As a sign of respect, let's all pronounce his first name correctly.

jfruh (#713)

My dear fellow citizens. For forty years you heard from my predecessors on this day different variations on the same theme: how our country was flourishing, how many million tons of steel we produced, how happy we all were, how we trusted our government, and what bright perspectives were unfolding in front of us.

I assume you did not propose me for this office so that I, too, would lie to you.

Our country is not flourishing. The enormous creative and spiritual potential of our nations is not being used sensibly. Entire branches of industry are producing goods that are of no interest to anyone, while we are lacking the things we need. A state which calls itself a workers' state humiliates and exploits workers. Our obsolete economy is wasting the little energy we have available.

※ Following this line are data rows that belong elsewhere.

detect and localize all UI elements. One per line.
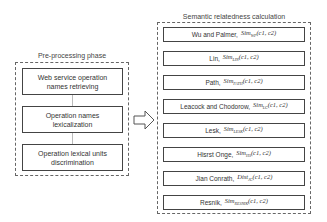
measure-name: Hisrst Onge, bbox=[197, 151, 233, 159]
step-2-line-1: Operation names bbox=[46, 112, 100, 119]
measure-path: Path,SimPATH(c1, c2) bbox=[163, 75, 305, 90]
measure-name: Leacock and Chodorow, bbox=[180, 103, 250, 111]
step-lexicalization: Operation nameslexicalization bbox=[22, 106, 123, 133]
step-2-line-2: lexicalization bbox=[53, 121, 93, 128]
measure-jiang-conrath: Jian Conrath,DistJC(c1, c2) bbox=[163, 171, 305, 186]
measure-leacock-chodorow: Leacock and Chodorow,SimLC(c1, c2) bbox=[163, 99, 305, 114]
measure-formula: SimRESNIK(c1, c2) bbox=[225, 197, 268, 208]
hollow-right-arrow-icon bbox=[133, 110, 155, 130]
measure-lin: Lin,SimLIN(c1, c2) bbox=[163, 51, 305, 66]
measure-formula: SimPATH(c1, c2) bbox=[224, 77, 263, 88]
step-3-line-2: discrimination bbox=[51, 159, 94, 166]
measure-name: Jian Conrath, bbox=[196, 175, 235, 183]
step-1-line-2: names retrieving bbox=[47, 83, 99, 90]
measure-name: Resnik, bbox=[200, 199, 222, 207]
measure-formula: SimLIN(c1, c2) bbox=[223, 53, 259, 64]
measure-name: Lesk, bbox=[205, 127, 221, 135]
connector-line bbox=[72, 95, 73, 106]
measure-name: Lin, bbox=[209, 55, 219, 63]
measure-lesk: Lesk,SimLESK(c1, c2) bbox=[163, 123, 305, 138]
measure-formula: SimHS(c1, c2) bbox=[236, 149, 271, 160]
measure-name: Path, bbox=[205, 79, 220, 87]
step-web-service-retrieving: Web service operationnames retrieving bbox=[22, 68, 123, 95]
measure-formula: DistJC(c1, c2) bbox=[237, 173, 272, 184]
connector-line bbox=[72, 133, 73, 144]
step-discrimination: Operation lexical unitsdiscrimination bbox=[22, 144, 123, 171]
measure-wu-palmer: Wu and Palmer,SimWP(c1, c2) bbox=[163, 27, 305, 42]
semantic-relatedness-title: Semantic relatedness calculation bbox=[157, 13, 311, 20]
step-3-line-1: Operation lexical units bbox=[38, 150, 107, 157]
step-1-line-1: Web service operation bbox=[38, 74, 108, 81]
measure-formula: SimLC(c1, c2) bbox=[253, 101, 288, 112]
preprocessing-title: Pre-processing phase bbox=[15, 52, 129, 59]
measure-hirst-onge: Hisrst Onge,SimHS(c1, c2) bbox=[163, 147, 305, 162]
measure-resnik: Resnik,SimRESNIK(c1, c2) bbox=[163, 195, 305, 210]
measure-formula: SimWP(c1, c2) bbox=[241, 29, 276, 40]
measure-name: Wu and Palmer, bbox=[192, 31, 238, 39]
measure-formula: SimLESK(c1, c2) bbox=[224, 125, 263, 136]
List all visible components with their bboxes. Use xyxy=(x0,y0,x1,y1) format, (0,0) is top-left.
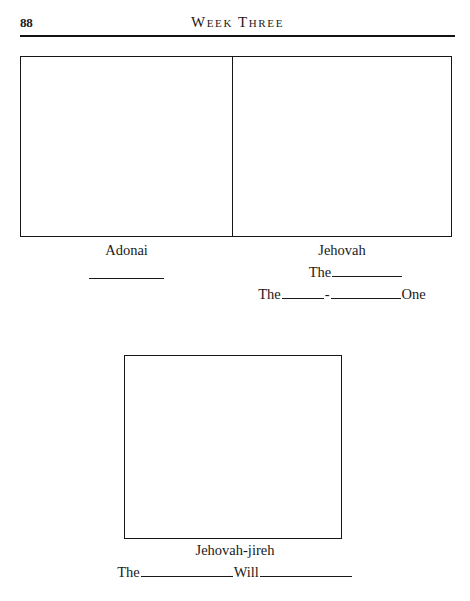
jehovah-line1-the-label: The xyxy=(309,264,332,280)
jehovah-caption-title: Jehovah xyxy=(232,240,452,260)
jehovah-line2-one-label: One xyxy=(402,286,426,302)
jehovah-caption: Jehovah The The-One xyxy=(232,240,452,304)
jehovah-jireh-caption-title: Jehovah-jireh xyxy=(60,540,410,560)
jehovah-line1-blank[interactable] xyxy=(332,262,402,277)
jehovah-caption-line-2: The-One xyxy=(232,284,452,304)
jehovah-line2-blank-1[interactable] xyxy=(282,284,324,299)
header-rule xyxy=(20,35,455,37)
jireh-blank-1[interactable] xyxy=(141,562,233,577)
adonai-blank-line[interactable] xyxy=(89,264,164,279)
jireh-will-label: Will xyxy=(234,564,259,580)
running-head: 88 Week Three xyxy=(20,13,455,35)
running-title: Week Three xyxy=(20,13,455,32)
jehovah-jireh-caption-line: TheWill xyxy=(60,562,410,582)
jehovah-jireh-caption: Jehovah-jireh TheWill xyxy=(60,540,410,582)
jehovah-line2-hyphen: - xyxy=(325,286,330,302)
jehovah-jireh-drawing-box[interactable] xyxy=(124,355,342,539)
jireh-the-label: The xyxy=(117,564,140,580)
jehovah-caption-line-1: The xyxy=(232,262,452,282)
adonai-caption: Adonai xyxy=(20,240,233,284)
adonai-caption-title: Adonai xyxy=(20,240,233,260)
jehovah-drawing-box[interactable] xyxy=(232,56,452,237)
jehovah-line2-blank-2[interactable] xyxy=(331,284,401,299)
jehovah-line2-the-label: The xyxy=(258,286,281,302)
adonai-drawing-box[interactable] xyxy=(20,56,233,237)
jireh-blank-2[interactable] xyxy=(260,562,352,577)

The worst thing is that we live in a contaminated moral environment. We fell morally ill because we became used to saying something different from what we thought. We learned not to believe in anything, to ignore one another, to care only about ourselves. Concepts such as love, friendship, compassion, humility or forgiveness lost their depth and dimension, and for many of us they represented only psychological peculiarities, or they resembled gone-astray greetings from ancient times, a little ridiculous in the era of computers and spaceships.

The previous regime — armed with its arrogant and intolerant ideology — reduced man to a force of production, and nature to a tool of production. In this it attacked both their very substance and their mutual relationship. It reduced gifted and autonomous people, skillfully working in their own country, to the nuts and bolts of some monstrously huge, noisy and stinking machine, whose real meaning was not clear to anyone.

We had all become used to the totalitarian system and accepted it as an unchangeable fact and thus helped to perpetuate it. In other words, we are all — though naturally to differing extents — responsible for the operation of the totalitarian machinery. None of us is just its victim. We are all also its co-creators.

New Year's Address to the Nation, 1990

barnhouse (#1,326)

Žižek wrote this very good and prescient piece about him in the LRB in 1999.

Tulletilsynet (#333)

@barnhouse
Hmph. If you're Žižek and are smart and supple and Hegelian enough to stand on every ladderstep simultaneously, you can be that preciously "prescient" about anybody once their politics (or religion) turns out different than you'd have liked. Žižek doesn't so much dispute your position as make disappointed red scrawls in the margins of your Habilitationschrift and blame your existence on social forces. — But you've got to admire that bold admiration for the heroic image of people's justice in Bolshevik propaganda films!

23abraxas (#16,293)

No regrets for the death of this Reaganaut counter-revolutionary.

Tulletilsynet (#333)

Not just a counterrevolutionary, but also one of the great anti-utopians.

"A dissident runs the risk of becoming ridiculous only when he transgresses the limits of his natural existence and enters into the hypothetical realm of real power, that is, in effect, into the realm of sheer speculation … He attempts to go on speaking the truth outside the world of truth; standing outside the world of power, he attempts to speculate about power or to organize it."